IM: The mess created during the past eight years
was not because of Obama’s chosen race (his mother was white after all), but
because he tried to fundamentally transform America from a constitutional republic
into a socialistic administrative state (Woodrow Wilson would be pleased). Then, in 2010 and 2012, when the Tea Party
movement influenced a major swing back to Republicans in charge of both houses
of Congress, the elected officials seemed to lose the courage to follow through
on campaign promises. Knowing there was
no way Democrats would compromise; Republicans capitulated because Democrats could
and did shut down the government and could blame it on Republicans because of a
complicit media. And the IRS
successfully shut down the Tea Party voice between 2010 and 2012 (in time for a
presidential reelection) with Democrats shielding Lois Lerner and others
involved. Thus, many Americans, while
feeling under assault by internal socialist pressures by progressive Democrats,
also felt betrayed by the Republican Party.
They feel orphaned by a lack of moral leaders that would and should do
their duty to “secure the Blessings of Liberty to ourselves and our Posterity.”
Old Gadfly: What are the implications?
IM: While the media ruminates about apparent
racism and fraud in the Trump University civil suit, there is no media interest
in $16.5 million paid to former President Bill Clinton to serve as honorary chancellor
for Laureate International Universities. In return, the university received $55
million from the US State Department while Hillary Clinton was the Secretary of
State. It took a liberal law professor
from Georgetown University to alert the public about this (see here).
Is the media so biased as to be blind
about what deserves scrutiny? Ideology
can be dangerous when it becomes moral orthodoxy. This is why secular humanism, which partially
defines American progressivism, is the new state religion.
AM: Trump has emerged as a signal from the American people. This signal is to restore the constitutional republic that made America the leader of the world.

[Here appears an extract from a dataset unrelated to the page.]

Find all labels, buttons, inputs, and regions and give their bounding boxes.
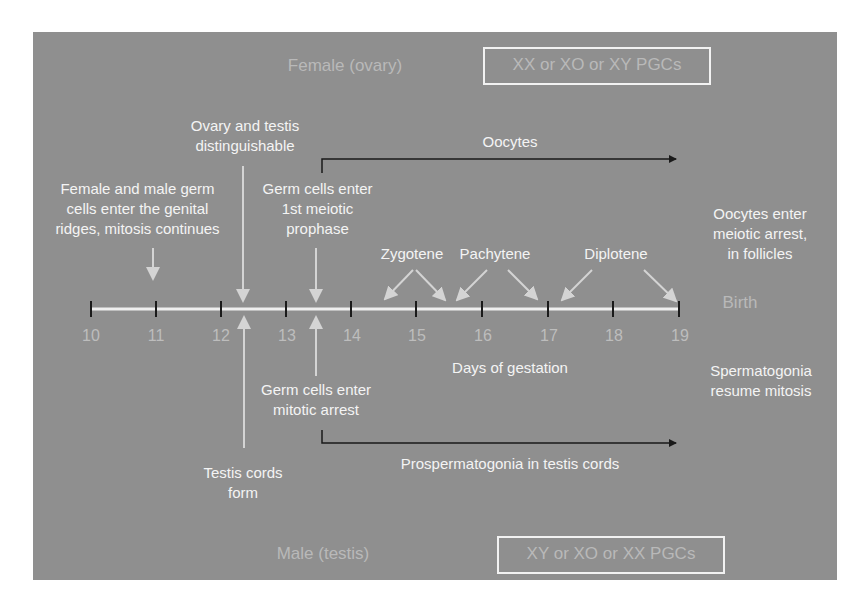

Old Gadfly: How does this relate to the soul of the
Republican Party?
AM: The presidential campaign is a wake-up
call. This is an opportunity to seek
forgiveness and redemption for betraying George W. Bush and the American people,
and for the hypocrisy in insisting that Republicans support the Republican
nominee assuming it would not be Trump.
The Party can do this by “helping” Trump to clarify positions on
important issues, by ensuring the Party can restore a constitutional republic,
and by repudiating the progressive ideology that seeks to substitute the ideals
that made America great with their notion of utopia and human perfection. This thinking was vividly portrayed by
Margaret Sanger and her eugenics
and neo-Malthusian
cohort and carried on by the Planned Parenthood crusaders today. Of course, the anthropomorphic cause of
climate change (and corresponding political
punishment for skeptics) conveniently dovetails into these notions of
utopia and human perfection.
IM: That is a big mountain to climb. Let’s hope Trump’s exertions and the
blessings of American liberty can overcome the progressive ambition so
appropriately portrayed in the myth and fate of Sisyphus. Here is an excerpt from a Wikipedia
entry on Sisyphus:
James Clement van Pelt, co-founder of Yale's
Initiative in Religion, Science & Technology, suggests that Sisyphus
also personifies humanity and its disastrous pursuit of perfection by any means
necessary, in which the great rock repeatedly rushing down the mount symbolizes
the accelerating pace of unsustainable civilization toward cataclysmic collapse
and cultural oblivion that ends each historical age and restarts the sisyphean
cycle.
Old Gadfly: Trump’s and the Republican Party’s exertions
require a healthy soul, inspired by the blessings of natural rights and the
duty to preserve and protect them by a constitutional republic that guarantees
a just society where all citizens and legal residents are equally protected and
empowered by the rule of law. Let’s pray
that we can break the current Sisyphean cycle.